Champagne is the perfect example. The GP percentage is often low, but the cash contribution per sale is high. That alone makes it worthwhile.

The same logic applies to:

  • Prosecco
  • Bottles of wine
  • Any larger‑format serve

Contribution also becomes crucial when thinking about pricing mechanics. You should almost always price doubles more attractively than singles. Yes, it reduces margin – but it increases contribution within a limited sales window.

In many competitive socialising venues, guests may only be on site for 90 minutes. That might mean just three or four drink‑ordering moments. In that context, extracting maximum contribution per order matters far more than hitting a theoretical GP target.

You can’t pay rent with percentages.
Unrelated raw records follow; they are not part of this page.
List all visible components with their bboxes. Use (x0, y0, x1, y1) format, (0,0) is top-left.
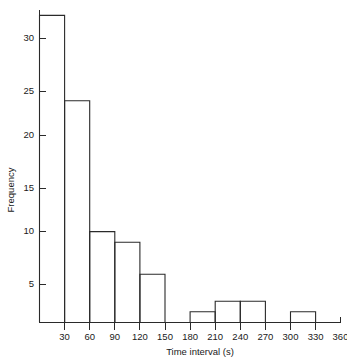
x-tick-180: 180 (182, 323, 198, 343)
histogram-bars (40, 15, 316, 322)
y-tick-label-20: 20 (23, 129, 34, 140)
y-tick-label-25: 25 (23, 85, 34, 96)
histogram-bar-4 (140, 274, 165, 322)
x-tick-label-60: 60 (84, 331, 95, 342)
histogram-bar-7 (215, 301, 240, 322)
x-tick-group: 30 60 90 120 150 180 (59, 323, 347, 343)
y-tick-30: 30 (23, 32, 45, 43)
x-tick-150: 150 (157, 323, 173, 343)
histogram-bar-8 (240, 301, 265, 322)
y-tick-label-15: 15 (23, 182, 34, 193)
histogram-bar-3 (115, 242, 140, 322)
x-tick-90: 90 (110, 323, 121, 343)
x-tick-60: 60 (84, 323, 95, 343)
x-tick-label-90: 90 (110, 331, 121, 342)
x-tick-label-210: 210 (207, 331, 223, 342)
y-tick-15: 15 (23, 182, 45, 193)
x-tick-label-150: 150 (157, 331, 173, 342)
x-tick-label-180: 180 (182, 331, 198, 342)
histogram-bar-0 (40, 15, 65, 322)
y-tick-20: 20 (23, 129, 45, 140)
y-tick-10: 10 (23, 225, 45, 236)
y-tick-label-30: 30 (23, 32, 34, 43)
histogram-bar-2 (90, 232, 115, 323)
histogram-figure: 5 10 15 20 25 30 (0, 0, 347, 363)
histogram-bar-6 (190, 312, 215, 323)
x-tick-label-330: 330 (308, 331, 324, 342)
x-tick-270: 270 (257, 323, 273, 343)
histogram-bar-1 (65, 101, 90, 323)
x-tick-label-240: 240 (232, 331, 248, 342)
y-tick-label-10: 10 (23, 225, 34, 236)
chart-canvas: 5 10 15 20 25 30 (0, 0, 347, 363)
x-tick-210: 210 (207, 323, 223, 343)
x-tick-label-120: 120 (132, 331, 148, 342)
y-tick-label-5: 5 (29, 278, 34, 289)
x-tick-330: 330 (308, 323, 324, 343)
y-tick-group: 5 10 15 20 25 30 (23, 32, 45, 290)
x-tick-30: 30 (59, 323, 70, 343)
x-tick-label-360: 360 (333, 331, 347, 342)
x-tick-360: 360 (333, 331, 347, 342)
y-tick-25: 25 (23, 85, 45, 96)
x-axis-title: Time interval (s) (166, 346, 234, 357)
x-tick-300: 300 (283, 323, 299, 343)
x-tick-label-270: 270 (257, 331, 273, 342)
y-axis-title: Frequency (5, 167, 16, 212)
x-tick-label-30: 30 (59, 331, 70, 342)
x-tick-240: 240 (232, 323, 248, 343)
y-tick-5: 5 (29, 278, 46, 289)
x-tick-120: 120 (132, 323, 148, 343)
histogram-bar-10 (291, 312, 316, 323)
x-tick-label-300: 300 (283, 331, 299, 342)
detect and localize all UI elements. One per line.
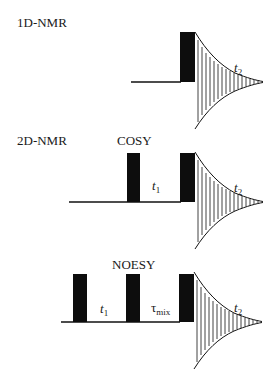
sequence-title-cosy: COSY: [117, 133, 152, 148]
evolution-time-label: t1: [100, 301, 108, 318]
mixing-time-label: τmix: [151, 300, 171, 317]
rf-pulse-1: [73, 274, 87, 322]
acq-time-label: t2: [234, 180, 242, 197]
section-1d-nmr: 1D-NMR t2: [17, 15, 263, 129]
acq-time-label: t2: [234, 300, 242, 317]
nmr-pulse-diagram: 1D-NMR t2 2D-NMR COSY t1 t2 NOESY t1 τ: [0, 0, 272, 385]
fid-signal: [195, 32, 263, 129]
section-noesy: NOESY t1 τmix t2: [61, 257, 262, 369]
rf-pulse-1: [127, 153, 140, 202]
rf-pulse-2: [126, 274, 140, 322]
rf-pulse-2: [180, 153, 195, 202]
evolution-time-label: t1: [152, 178, 160, 195]
section-cosy: 2D-NMR COSY t1 t2: [17, 133, 263, 249]
fid-signal: [194, 272, 262, 369]
fid-signal: [195, 152, 263, 249]
section-label-1d: 1D-NMR: [17, 15, 67, 30]
sequence-title-noesy: NOESY: [112, 257, 156, 272]
rf-pulse: [180, 32, 195, 82]
rf-pulse-3: [179, 274, 194, 322]
acq-time-label: t2: [234, 60, 242, 77]
section-label-2d: 2D-NMR: [17, 133, 67, 148]
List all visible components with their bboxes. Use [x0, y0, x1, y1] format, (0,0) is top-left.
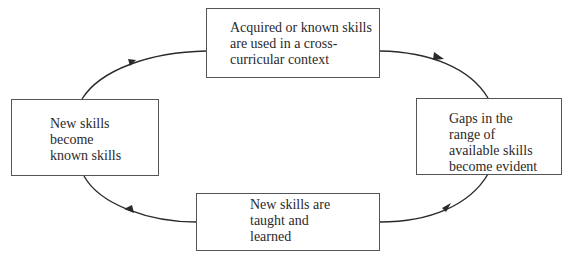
arrowhead-icon	[433, 52, 444, 60]
node-left-label: New skills become known skills	[50, 116, 121, 164]
node-bottom-label: New skills are taught and learned	[250, 197, 330, 245]
node-right-label: Gaps in the range of available skills be…	[449, 111, 537, 175]
arrow-right-to-bottom	[380, 174, 488, 222]
arrow-left-to-top	[82, 51, 206, 99]
node-top-label: Acquired or known skills are used in a c…	[230, 20, 372, 68]
node-right: Gaps in the range of available skills be…	[416, 98, 562, 175]
arrow-bottom-to-left	[84, 176, 196, 222]
node-left: New skills become known skills	[11, 99, 159, 176]
node-top: Acquired or known skills are used in a c…	[206, 8, 380, 78]
node-bottom: New skills are taught and learned	[196, 193, 380, 251]
arrowhead-icon	[124, 205, 134, 213]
You can with pound notes.

Financial incentives: being paid to list

There’s another side to financial decision‑making – products that pay you to stock them.

This can take several forms:

  • Retrospective discounts
    • Where a brand will pay you an amount linked to how much product you’ve purchased, after a fixed period
  • Listing fees
    • Here, a brand will pay you a fixed amount up front, or at intervals during a fixed period, for you to list their product.
  • Marketing allowances
    • These have many different forms, but captures all other situations where the brand is paying for print, clothing, signage or any other useful item in order to raise awareness of their product, in your venue.

Remember though, those marketing allowances don’t just have to promote the product, they can support your venue as a whole.

A quick rule: never let a brand design your menus Design your own, using their logos, wording or fonts of course, and stay in control of what else appears alongside them and how the overall output looks. The look and feel of your venue is critical, and isn’t worth breaking just for a ‘free’ tent card designed by someone they’ve outsourced the work to on Fiverr.

The same thinking applies to uniforms, signage, and collateral. Partner smartly, keep control.

3. Brand: what the customer sees matters

If your menu is built purely for profit, it will feel odd and disconnected from the rest of the venue.

If you’ve invested in good design and branding, then everything the customer touches should reinforce it. The bar range is no exception.

Customers experience your drinks range through:

  • The back bar and fridges
  • Visible draught lines
  • The menu itself, and other Point of Sale
  • How the staff talk about it to them

Anything that’s visible should actively support your brand story.

If you’re running an American‑themed sports bar, your back bar should lean into American products, probably with a heavy presence of bourbons and tequilas. Heroing English gins in that environment will feel visually wrong, even if they’re great products.

That doesn’t mean your rail spirits can’t be the cheapest English gin available. No one sees them. Visibility is the difference.

What’s in the customer’s eyeline should always be intentional and always support the brand.

The rule of three 

Every item on your drinks menu should earn its place by ticking at least one of these boxes:

  1. Bar Call – you have to stock it or risk losing the sale entirely
  2. Financial benefit – either someone is paying you to list it, or it materially improves your results
  3. Brand support – it reinforces the look, feel, and story of your venue

If a product doesn’t clearly meet one of those criteria, it shouldn’t be there.

Delisting isn’t failure – it’s discipline.